Latest revision as of 20:09, 25 October 2021

  • Martin Pitt: Why is there an "install the test" step? That seems thoroughly unnecessary with keeping the tests in dist-git, and in fact should be avoided as /usr/ really should remain package manager territory.
  • Stef Walter: Is the run-tests.yml in the top level of the dist-git repo? If not, the standard should document the subdirectory that it lives in. The examples are confusing here although the standard says the tests are stored in dist-git the examples are not dist-git style repositories.
  • Stef Walter: By default, Ansible sets the current directory to the one that stores the playbook. The output artifacts always end up in the same directory as run-tests.yml. Should we make an environment variable or somehow specify a fixed directory where they should go?

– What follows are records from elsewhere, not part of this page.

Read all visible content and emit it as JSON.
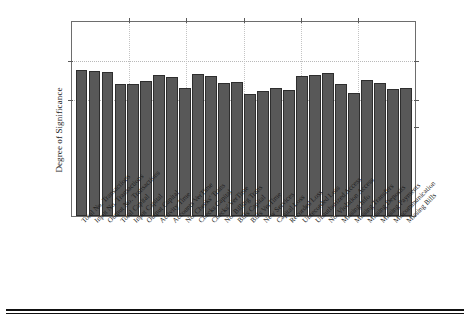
{
  "chart_data": {
    "type": "bar",
    "title": "",
    "subtitle": "",
    "xlabel": "",
    "ylabel": "Degree of Significance",
    "ylim": [
      0,
      10
    ],
    "grid": true,
    "legend": false,
    "y_tick_labels": [],
    "x_tick_labels_rotated_deg": 45,
    "categories": [
      "Total No. Transactions",
      "Input No. Transactions",
      "Output No. Transactions",
      "Total Capital",
      "Input Capital",
      "Output Capital",
      "Activity Time",
      "Accounts VerTime",
      "No. Checks' Trans",
      "Checks Capital",
      "Checks' VerTime",
      "No. Billing Trans",
      "Bills Capital",
      "Bills VerTime",
      "New Services",
      "Capital Loss",
      "Recorded Loss",
      "Unrecorded Loss",
      "Unauthorized Access",
      "No. Violation Access",
      "Missing Info",
      "Missing Transfers",
      "Missing Deposits",
      "Missing Payments",
      "Miscommunication",
      "Missing Bills"
    ],
    "values": [
      7.55,
      7.45,
      7.42,
      6.82,
      6.78,
      6.95,
      7.25,
      7.18,
      6.6,
      7.3,
      7.22,
      6.88,
      6.9,
      6.3,
      6.42,
      6.58,
      6.48,
      7.22,
      7.28,
      7.38,
      6.78,
      6.35,
      7.0,
      6.85,
      6.55,
      6.62
    ]
  }
}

  • Handling test subjects in Ansible is hard. Should we have different entry point scripts for different kinds of test subjects? For example test-rpm.yml and test-qcow2.yml and test-module.yml and test-ostree.yml. These playbooks could share Ansible roles and modules, or invoke one another (eg: against a VM the first ansible playbook provisioned).
  • re "thinking of linch-pin": These things come/go, better to reference the cloud-control bits indirectly. This can be done simply in ansible by a role that:
   * The inventory-name of a host is defined in a variable
   * Run a list of asserts, defined in a variable (verifies expected state)
   * Run a command defined by a variable, output expected to be / parsed as YAML.
   * Use add_host against the output YAML
   * Profit

Just make that role shared via the central-repo, and every package can use whatever provisioning system/setup/script it wants to.